The scheme involves two aspects: the path calculation and timeslot
resource reservation in the control plane, and timeslot resource
access in the data plane.
3.1. Path Calculation and Timeslot Resource Reservation
The control plane (centralized controller or distributed protocol)
can reserve corresponding timeslot resources along the deterministic
path. Note that a path may carry multiple services, then the path
will reserve timeslot resources for the combined services, and may
reserve the bit resources in multiple timeslots at the same time in
the orchestration period.
During resource reservation, it is necessary to distinguish the
requirements between low latency service and non-low latency service
. For low latency service requirements, the physical offset between
the reserved outgoing timeslot and the incoming timeslot is small;
while for non-low latency service requirements, this physical offset
can be large.
The timeslot resource reservation of multiple path will generate
multiple incoming/outgoing timeslot mapping relationships on node P.

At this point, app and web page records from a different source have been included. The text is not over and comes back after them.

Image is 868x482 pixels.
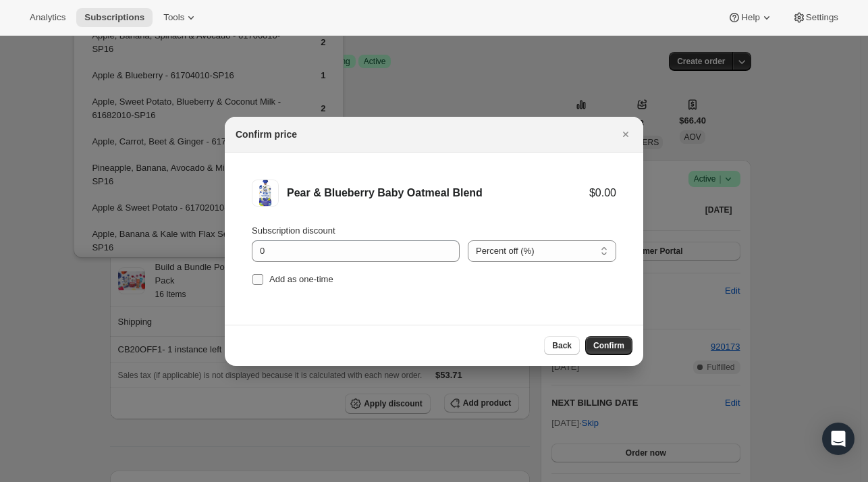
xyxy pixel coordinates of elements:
span: Tools [163,12,184,23]
h2: Confirm price [236,128,297,141]
div: Pear & Blueberry Baby Oatmeal Blend [287,187,589,200]
span: Settings [806,12,838,23]
span: Confirm [593,340,624,351]
span: Subscriptions [84,12,145,23]
img: Pear & Blueberry Baby Oatmeal Blend [252,179,279,206]
span: Add as one-time [270,274,333,284]
span: Subscription discount [252,226,336,236]
button: Analytics [21,8,73,27]
span: Help [741,12,759,23]
button: Back [544,337,579,355]
button: Close [616,125,635,144]
span: Back [552,340,571,351]
button: Confirm [585,337,632,355]
button: Tools [155,8,206,27]
button: Subscriptions [76,8,153,27]
span: Analytics [29,12,65,23]
div: Open Intercom Messenger [822,422,854,455]
button: Settings [784,8,846,27]
button: Help [720,8,781,27]
div: $0.00 [589,187,616,200]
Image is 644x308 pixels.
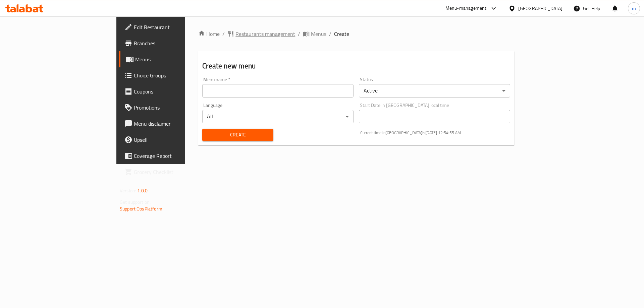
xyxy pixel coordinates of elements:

In particular, for two mapping relationships, they have the same
incoming timeslot, but may map to different outgoing timeslots. For
example:
The timeslot mapping relationship created by the path-1:
<(incoming port a, incoming slot number 3), (outgoing port b,
outgoing slot number 60)>
The timeslot mapping relationship created by the path-2:
<(incoming port a, incoming slot number 3), (outgoing port b,
outgoing slot number 61)>
Special care should be taken not to confuse the use of different
mapping relationships. For specific service flows, P need to
explicitly use specific timeslot mapping relationships.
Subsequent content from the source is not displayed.